Berliner Philharmoniker
Marin Alsop conductor
Rundfunkchor Berlin
Gijs Leenaars chorus master


Programme

Outi Tarkiainen
Day Night Day, commissioned by the Berliner Philharmoniker Foundation, the Boston Symphony Orchestra and the Finnish Radio Symphony Orchestra (Première)

Programme note

Brett Dean
Fire Music for orchestra (German premiere)

Programme note

Interval

Aaron Copland
Appalachian Spring Suite (1945)

Programme note

Heitor Villa-Lobos
Chôros No. 10 ‟Rasga o coraçãoˮ for orchestra and mixed choir

Rundfunkchor Berlin, Gijs Leenaars chorus master

Programme note



Main Auditorium

26 to 82 €

Introduction
19:15

Series G: Concerts with the Berliner Philharmoniker

Also available as Biennale package


Main Auditorium

26 to 82 €

Introduction
19:15

Series M: Concerts with the Berliner Philharmoniker

Also available as Biennale package


Main Auditorium

26 to 82 €

Introduction
18:15

Series K: Concerts with the Berliner Philharmoniker

Also available as Biennale package

“Is what we’re doing enough?”
The conductor Marin Alsop

Marin Alsop leaning against a wall
Marin Alsop | Picture: Adriane White

Titled “Paradise lost?”, the 2025 Biennale of the Berliner Philharmoniker takes  the beauty of nature and the threat to which it is exposed as its starting point. Four depictions of nature from four different continents will be presented by Marin Alsop, a conductor who has broken down many barriers in the course of her unique career; this is her debut with the orchestra.
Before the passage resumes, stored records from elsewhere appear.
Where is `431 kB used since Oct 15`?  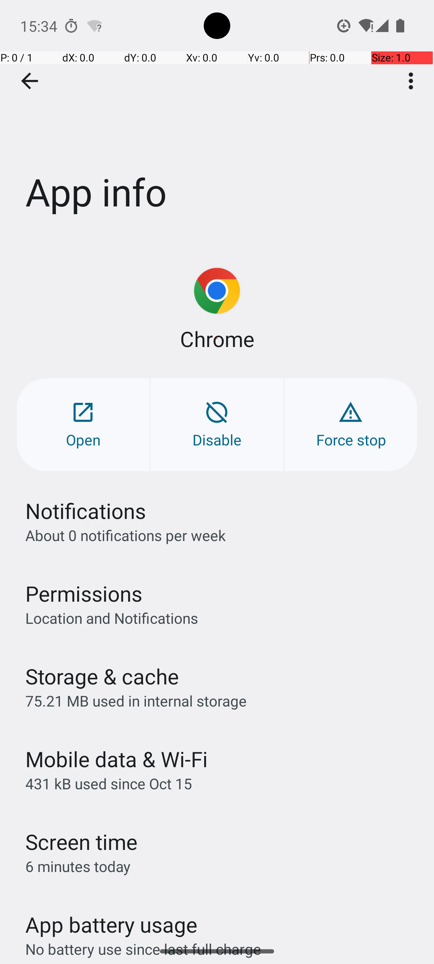 431 kB used since Oct 15 is located at coordinates (108, 784).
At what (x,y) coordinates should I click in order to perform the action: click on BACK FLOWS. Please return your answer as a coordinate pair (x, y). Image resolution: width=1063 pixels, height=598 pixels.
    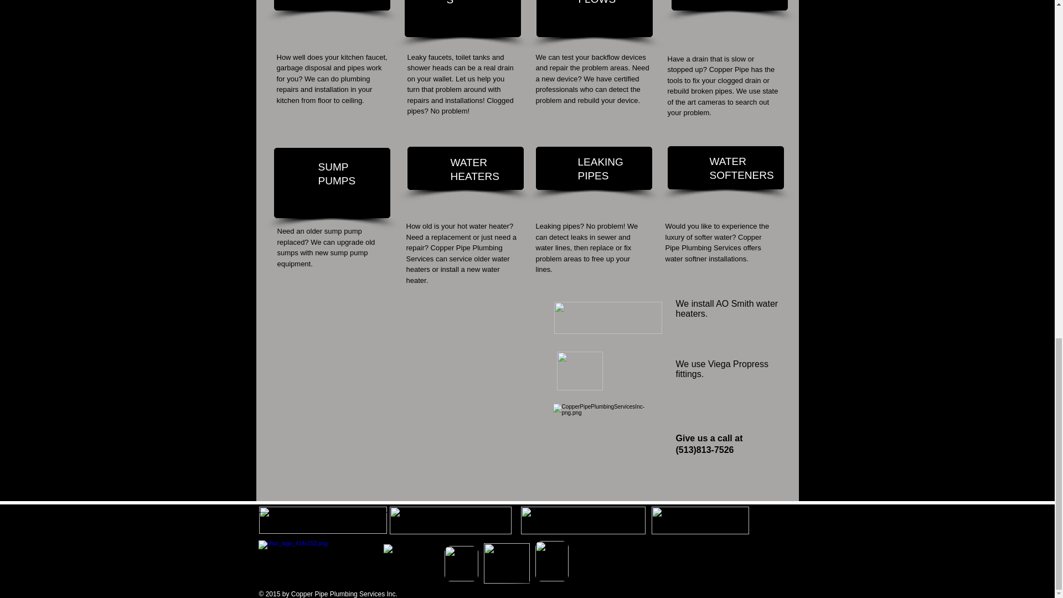
    Looking at the image, I should click on (597, 2).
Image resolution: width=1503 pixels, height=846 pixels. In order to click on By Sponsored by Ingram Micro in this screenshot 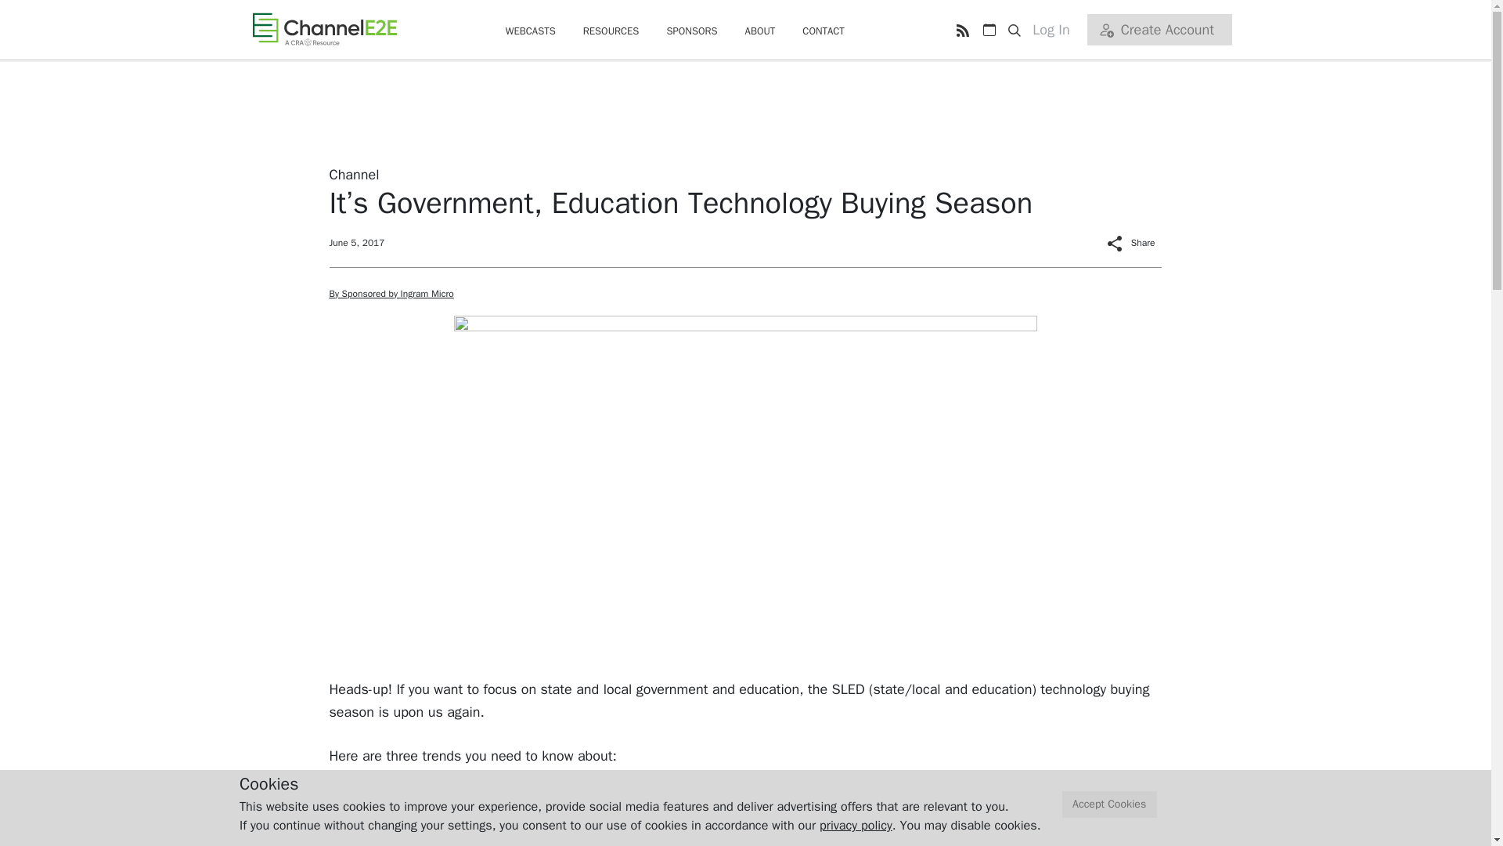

“I walked in the forest and come back with a song”
Interview with the Finnish composer Outi Tarkiainen

Outi Tarkiainen | Picture: Anu Jormalainen

Her spectral, evocative sounds have a seductive pull. In her works, Finnish composer Outi Tarkiainen deals with nature and the threats it faces in a gentle but haunting way. At the Paradise lost? biennial, the Berliner Philharmoniker will present the world premiere of her new work Day Night Day. In this inverview, Outi Tarkiainen talks about why she became a composer and how nature and the traditions of the Sámi, the indigenous people of Finland inform her music.


Biographies

Marin Alsop

“When I started, there were really very few female conductors. And everyone said that it was extremely difficult. But neither gender nor nationality ever played a role for me.” Marin Alsop, Chief Conductor of the ORF Vienna Radio Symphony Orchestra and Artistic Director of the National Symphony Orchestra of Polish Radio, is celebrated worldwide for her inspiring interpretations – as well as for her innovative programmes and her commitment to audiences of all ages. In 2021, New York-born Marin Alsop was named Honorary Conductor of the Baltimore Symphony Orchestra – a fitting honour after her 14-year tenure as Music Director.
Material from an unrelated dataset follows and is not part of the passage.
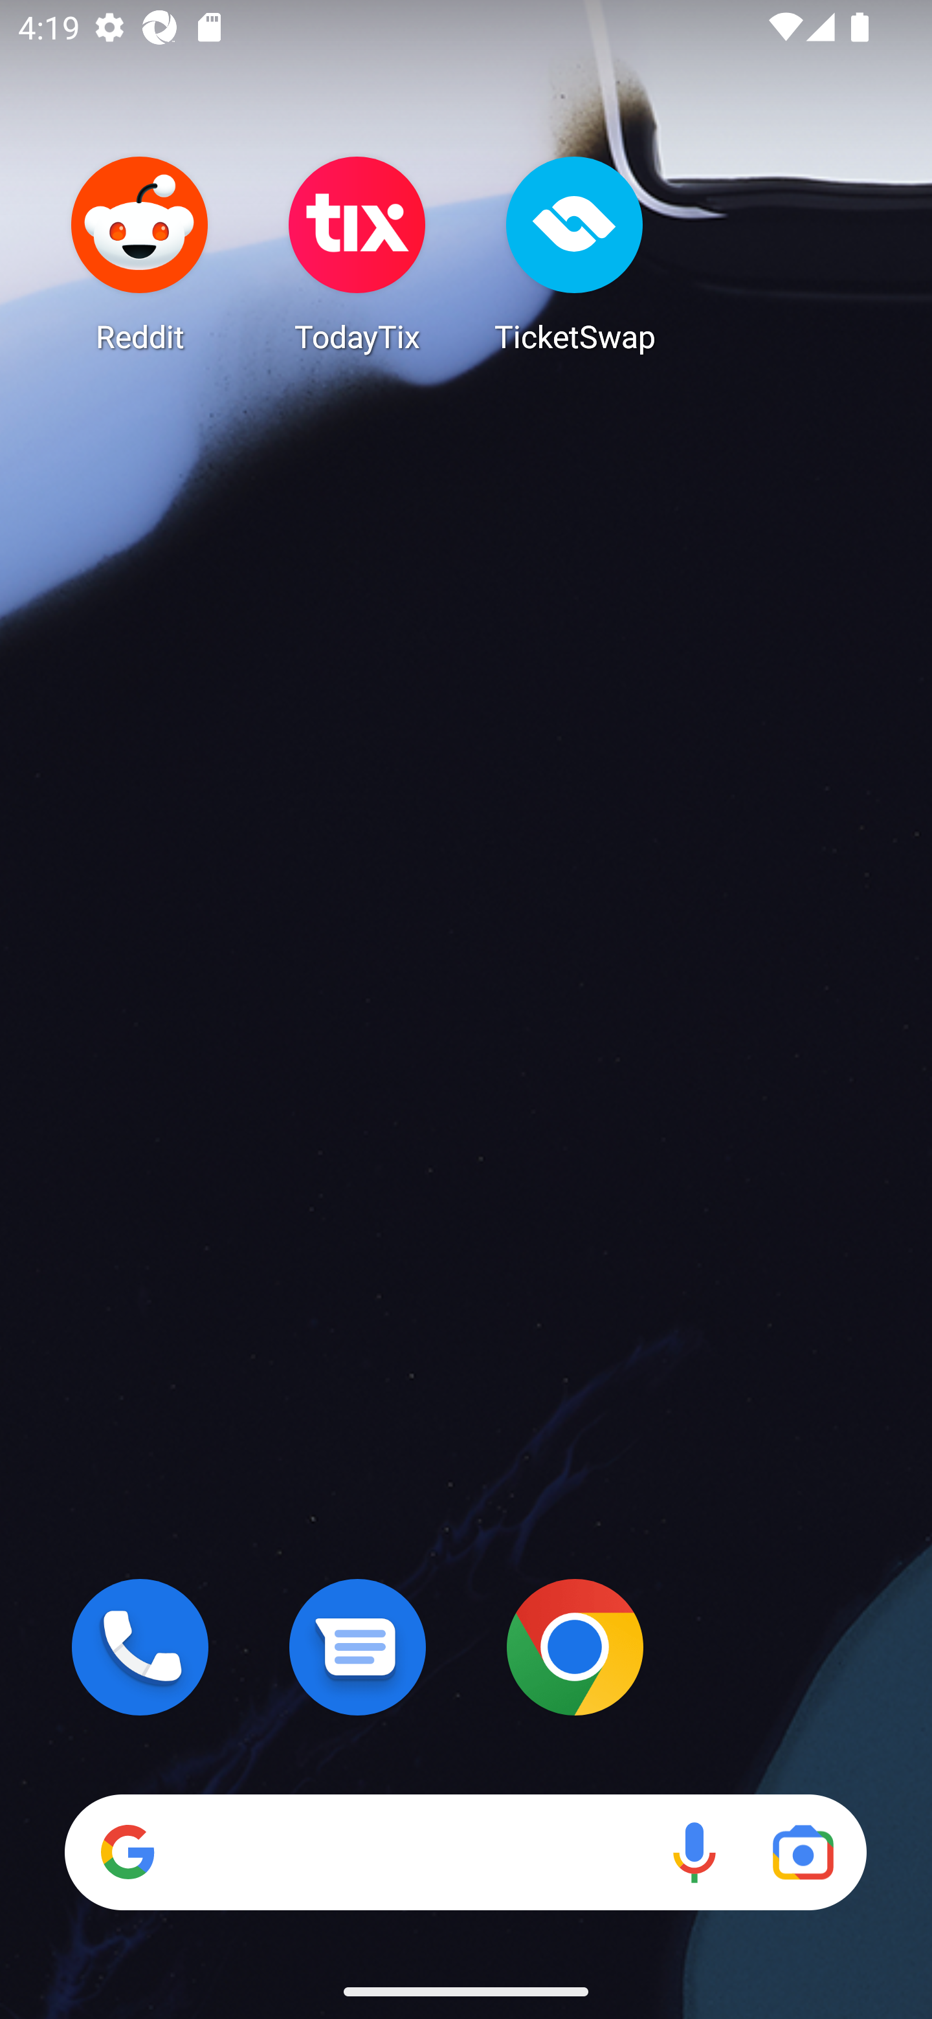  What do you see at coordinates (140, 254) in the screenshot?
I see `Reddit` at bounding box center [140, 254].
Alsop, who studied at Yale University and the Juilliard School and was sponsored by Leonard Bernstein, founded “Orchkids” in Baltimore – a music programme for disadvantaged children inspired by the Venezuelan “El Sistema”. She was also the first woman to receive the Koussevitzky Conducting Prize at Tanglewood. Alsop is a regular guest conductor with leading international orchestras and is also principal conductor and curator of the Ravinia Festival in Chicago, where she leads the Chicago Symphony Orchestra’s summer residencies. In 2002, she founded the Taki Alsop Conducting Fellowship to promote the careers of female conductors.


Rundfunkchor Berlin

Brilliant, flexible, transparent, versatile, precise – critics have used all these words to describe the sound of the Rundfunkchor Berlin. "There is probably no other choir that does so many different things so well and that can deal with such a broad repertoire and such different formats,” says Gijs Leenaars, Chief Conductor and Artistic Director since the start of the 2015/16 season. Programmes range from large-scale choral symphonies and a cappella concerts to interdisciplinary projects that break up the classical concert format and allow choral music to be experienced in a new way. In “sing-along concerts”, enthusiastic amateurs are invited to sing with the choir.

The Rundfunkchor Berlin, founded in 1925, frequently performs as a partner of major orchestras and conductors. The choir has performed regularly with the Berliner Philharmoniker since the early 1990s, and has taken part in performances of Antonín Dvořák’s Stabat mater, Giuseppe Verdi’s Messa da Requiem, Berlioz’s Romeo and Juliet and György Ligeti’s Requiem. Collaborative semi- and fully-staged productions have included widely-acclaimed performances of Bach’s St Matthew Passion and St John Passion with Sir Simon Rattle and director Peter Sellars. The collaboration continues under chief conductor Kirill Petrenko, with works such as Felix Mendelssohn’s oratorio Elijah, Arnold Schoenberg’s oratorio The Jacob’s Ladder and Richard Strauss’ Elektra.